***** DATA LISTING

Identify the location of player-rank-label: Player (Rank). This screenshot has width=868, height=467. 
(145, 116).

**********
***** DATA LISTING

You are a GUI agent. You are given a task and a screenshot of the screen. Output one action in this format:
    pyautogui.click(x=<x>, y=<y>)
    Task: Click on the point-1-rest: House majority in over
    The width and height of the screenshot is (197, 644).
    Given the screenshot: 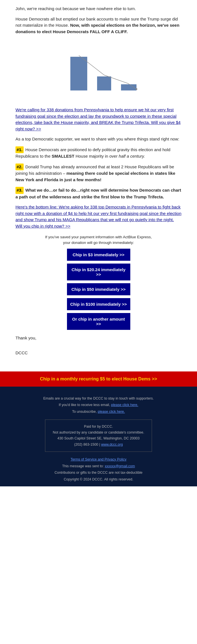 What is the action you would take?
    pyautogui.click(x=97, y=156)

**********

> WORK REQUIRED:
What you give back should be exactly the lines of the data above from the line with "You are a GUI" through the line with "The width and", both of those included, and nothing more.

> RESPONSE AREA:
You are a GUI agent. You are given a task and a screenshot of the screen. Output one action in this format:
    pyautogui.click(x=<x>, y=<y>)
    Task: Click on the point-1-rest: House majority in over
    The width and height of the screenshot is (197, 644).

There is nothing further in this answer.